In fact, far from enriching Philpott, the benefits the family received allowed these children to attain a greater approximation of normal social existence than they would otherwise have had. The whole episode gives the lie to the claims of the ideologues of the right that they are motivated by concern for children. In reality, the ruling class regards children, in particular those whose upbringing the state must subsidise, not as society’s most cherished asset for the future, but as a tiresome burden, and it is quite prepared to see them deprived of basic necessities. No doubt there are more people like Mick Philpott out there, but we are talking about minuscule numbers, and the cost of child benefit is substantially less than that of taking the children of these people into care or of imprisoning the parents. Even purely on a cost-accounting level, it is nonsense.
Indeed, if evil is in fact “born out of welfare dependency”, then we have to ask why there is so little of it about? Why is Philpott such a rarity? So exceptional was his case that he had already featured on the Jeremy Kyle show and a documentary on ‘scroungers’ presented by Anne Widdecombe.
Class war
The Philpott case is a useful tool in the class-war offensive designed to keep the working class atomised and unable to act collectively.
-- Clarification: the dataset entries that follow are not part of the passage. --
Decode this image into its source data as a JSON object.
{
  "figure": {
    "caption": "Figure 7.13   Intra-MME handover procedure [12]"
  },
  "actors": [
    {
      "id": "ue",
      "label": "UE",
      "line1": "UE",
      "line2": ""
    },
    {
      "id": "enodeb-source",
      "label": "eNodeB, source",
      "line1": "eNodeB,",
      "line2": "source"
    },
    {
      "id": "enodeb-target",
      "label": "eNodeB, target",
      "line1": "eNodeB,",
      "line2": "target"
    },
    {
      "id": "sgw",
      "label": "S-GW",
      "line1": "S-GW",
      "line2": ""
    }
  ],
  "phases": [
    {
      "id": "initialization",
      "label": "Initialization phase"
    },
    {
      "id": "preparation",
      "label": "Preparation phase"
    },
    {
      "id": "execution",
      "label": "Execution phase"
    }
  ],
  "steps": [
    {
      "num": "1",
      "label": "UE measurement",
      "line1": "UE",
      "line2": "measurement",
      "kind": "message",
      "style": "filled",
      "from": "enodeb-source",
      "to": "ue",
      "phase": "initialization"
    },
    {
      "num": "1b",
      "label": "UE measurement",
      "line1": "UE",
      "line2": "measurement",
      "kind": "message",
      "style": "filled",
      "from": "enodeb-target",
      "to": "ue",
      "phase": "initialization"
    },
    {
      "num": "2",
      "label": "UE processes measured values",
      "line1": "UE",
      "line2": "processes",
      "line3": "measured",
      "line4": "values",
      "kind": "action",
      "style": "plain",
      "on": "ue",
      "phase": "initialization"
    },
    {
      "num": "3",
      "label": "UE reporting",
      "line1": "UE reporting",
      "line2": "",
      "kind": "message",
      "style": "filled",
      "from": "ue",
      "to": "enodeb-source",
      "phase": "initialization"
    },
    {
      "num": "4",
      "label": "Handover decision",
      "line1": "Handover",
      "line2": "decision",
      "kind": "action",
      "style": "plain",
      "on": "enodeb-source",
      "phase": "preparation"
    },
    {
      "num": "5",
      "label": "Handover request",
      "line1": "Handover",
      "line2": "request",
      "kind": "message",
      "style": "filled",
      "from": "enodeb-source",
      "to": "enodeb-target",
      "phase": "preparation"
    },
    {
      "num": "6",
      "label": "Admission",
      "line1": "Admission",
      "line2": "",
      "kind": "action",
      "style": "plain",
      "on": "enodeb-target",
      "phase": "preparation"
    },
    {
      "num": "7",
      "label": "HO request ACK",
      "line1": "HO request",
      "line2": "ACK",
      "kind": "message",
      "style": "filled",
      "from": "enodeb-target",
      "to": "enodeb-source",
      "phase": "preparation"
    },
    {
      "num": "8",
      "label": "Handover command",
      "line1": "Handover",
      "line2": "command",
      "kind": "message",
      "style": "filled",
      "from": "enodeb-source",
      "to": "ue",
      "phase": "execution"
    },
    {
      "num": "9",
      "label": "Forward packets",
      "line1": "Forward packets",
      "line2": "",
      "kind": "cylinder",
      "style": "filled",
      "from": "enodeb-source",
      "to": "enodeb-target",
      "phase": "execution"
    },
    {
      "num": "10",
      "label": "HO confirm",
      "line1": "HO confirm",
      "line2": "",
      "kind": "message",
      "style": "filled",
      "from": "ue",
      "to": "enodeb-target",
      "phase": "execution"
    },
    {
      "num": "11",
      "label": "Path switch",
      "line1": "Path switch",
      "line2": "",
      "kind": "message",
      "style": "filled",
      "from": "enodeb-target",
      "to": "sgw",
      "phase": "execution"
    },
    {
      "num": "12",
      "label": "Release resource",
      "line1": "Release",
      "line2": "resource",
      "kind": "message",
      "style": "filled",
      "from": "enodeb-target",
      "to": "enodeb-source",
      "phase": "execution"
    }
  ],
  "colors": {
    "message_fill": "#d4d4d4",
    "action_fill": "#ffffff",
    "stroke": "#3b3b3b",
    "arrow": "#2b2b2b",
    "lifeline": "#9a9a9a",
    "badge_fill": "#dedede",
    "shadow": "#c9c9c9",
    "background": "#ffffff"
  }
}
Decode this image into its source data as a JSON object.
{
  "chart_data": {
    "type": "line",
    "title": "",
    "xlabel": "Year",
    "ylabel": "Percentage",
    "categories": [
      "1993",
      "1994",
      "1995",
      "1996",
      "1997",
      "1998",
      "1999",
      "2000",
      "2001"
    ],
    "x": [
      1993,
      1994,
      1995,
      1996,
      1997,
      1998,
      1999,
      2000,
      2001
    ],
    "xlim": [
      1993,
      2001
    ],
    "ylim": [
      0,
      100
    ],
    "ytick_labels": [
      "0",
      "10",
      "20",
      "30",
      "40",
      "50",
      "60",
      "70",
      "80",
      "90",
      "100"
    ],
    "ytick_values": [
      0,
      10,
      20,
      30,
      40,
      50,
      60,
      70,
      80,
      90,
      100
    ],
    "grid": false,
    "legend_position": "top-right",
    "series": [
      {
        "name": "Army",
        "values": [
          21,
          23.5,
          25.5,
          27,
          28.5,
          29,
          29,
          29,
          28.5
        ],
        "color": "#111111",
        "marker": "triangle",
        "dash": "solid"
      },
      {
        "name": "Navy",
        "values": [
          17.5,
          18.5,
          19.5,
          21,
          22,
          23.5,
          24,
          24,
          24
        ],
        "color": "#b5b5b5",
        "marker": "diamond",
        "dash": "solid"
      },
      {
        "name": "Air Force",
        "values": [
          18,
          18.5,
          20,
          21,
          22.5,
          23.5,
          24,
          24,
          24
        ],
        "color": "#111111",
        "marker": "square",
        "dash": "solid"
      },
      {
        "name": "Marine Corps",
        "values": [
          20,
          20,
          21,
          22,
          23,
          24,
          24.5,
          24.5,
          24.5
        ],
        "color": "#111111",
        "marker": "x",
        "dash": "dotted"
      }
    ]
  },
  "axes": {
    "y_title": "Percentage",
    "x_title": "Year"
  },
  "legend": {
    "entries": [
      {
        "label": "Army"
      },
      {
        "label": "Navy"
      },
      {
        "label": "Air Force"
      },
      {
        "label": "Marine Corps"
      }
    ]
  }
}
That it is an illogical example that has been utilised as a propaganda battering ram is, up to a point, irrelevant. Osborne and the Daily Mail can get away with pushing this complete bullshit, because at the end of the day the reactionaries can shout louder than we can.
Yes, occasionally the likes of Owen Jones are called upon to put a different view - see, for example his appearance on the BBC news channel, where he points out that benefits are largely a subsidy to landlords and capitalists paying low wages (www.bbc.co.uk/news/uk-22034539), but this is a drop in the ocean compared to the constant anti-welfare propaganda which saturates the media. It is our weakness that allows them to get away with such poisonous fairy-tales. There is no leftwing mass media - and that, of course, is related to the fact that there is no serious attempt to combine our forces in a viable party.
Labour, despite denouncing the obscene manner in which the right has used this particular case to attack the welfare system, nevertheless plays along with the game when it comes to stigmatising ‘scroungers’ and cutting the welfare state. Osborne uses the Philpott case as a launch pad for a “debate that needs to be had” on the continued existence of the welfare system in its current form, but his Labour counterparts seem prepared to accept this premise. Shadow chancellor Ed Balls finds Osborne’s behaviour “cynical” and “desperate”, but accepts that we still need a “proper debate about welfare reform”. Stephen Timms, Labour’s spokesperson for work and pensions, finds Osborne’s insinuations distasteful, but only insofar as it is “wrong to link these acts with the debate [that word again] about welfare”.
That “debate” is, of course, utterly one-sided. The ‘solution’ to the benefits ‘problem’ is predetermined: those on welfare must be attacked.